This paper describes our system for SemEval-2018 Task 11: Machine Comprehension using Commonsense Knowledge (Ostermann et al., 2018b).We use Threeway Attentive Networks (TriAN) to model interactions between the passage, question and answers. To incorporate commonsense knowledge, we augment the input with relation embedding from the graph of general knowledge ConceptNet (Speer et al., 2017). As a result, our system achieves state-of-the-art performance with 83.95% accuracy on the official test data. Code is publicly available at https://github.com/ intfloat/commonsense-rc.
Residents of a particular destination are potentially the largest and most powerful stakeholders of destination brands. However, the basis of residents' attitudes toward destination branding is not widely understood. In this study, it is proposed that selfcongruity (the degree of match between the perceived self and perceived brand identity) is a possible antecedent of these attitudes. We empirically demonstrate that brand self-congruity is a likely indicator of destination brand attitude and that subsequent ambassadorial behavior among residents is probable. Implications for practitioners and future research opportunities are finally suggested.

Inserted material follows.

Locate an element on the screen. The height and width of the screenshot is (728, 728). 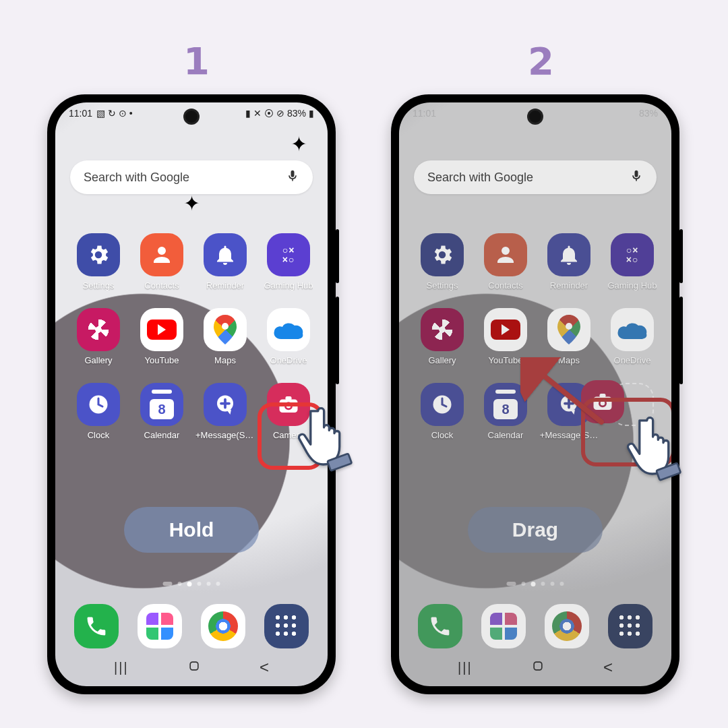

In this paper, we propose a weakly supervised temporal action localization method on untrimmed videos based on prototypical networks. We observe two challenges posed by weakly supervision, namely action-background separation and action relation construction. Unlike the previous method, we propose to achieve action-background separation only by the original videos. To achieve this, a clustering loss is adopted to separate actions from backgrounds and learn intra-compact features, which helps in detecting complete action instances. Besides, a similarity weighting module is devised to further separate actions from backgrounds. To effectively identify actions, we propose to construct relations among actions for prototype learning. A GCN-based prototype embedding module is introduced to generate relational prototypes. Experiments on THUMOS14 and ActivityNet1.2 datasets show that our method outperforms the state-of-the-art methods.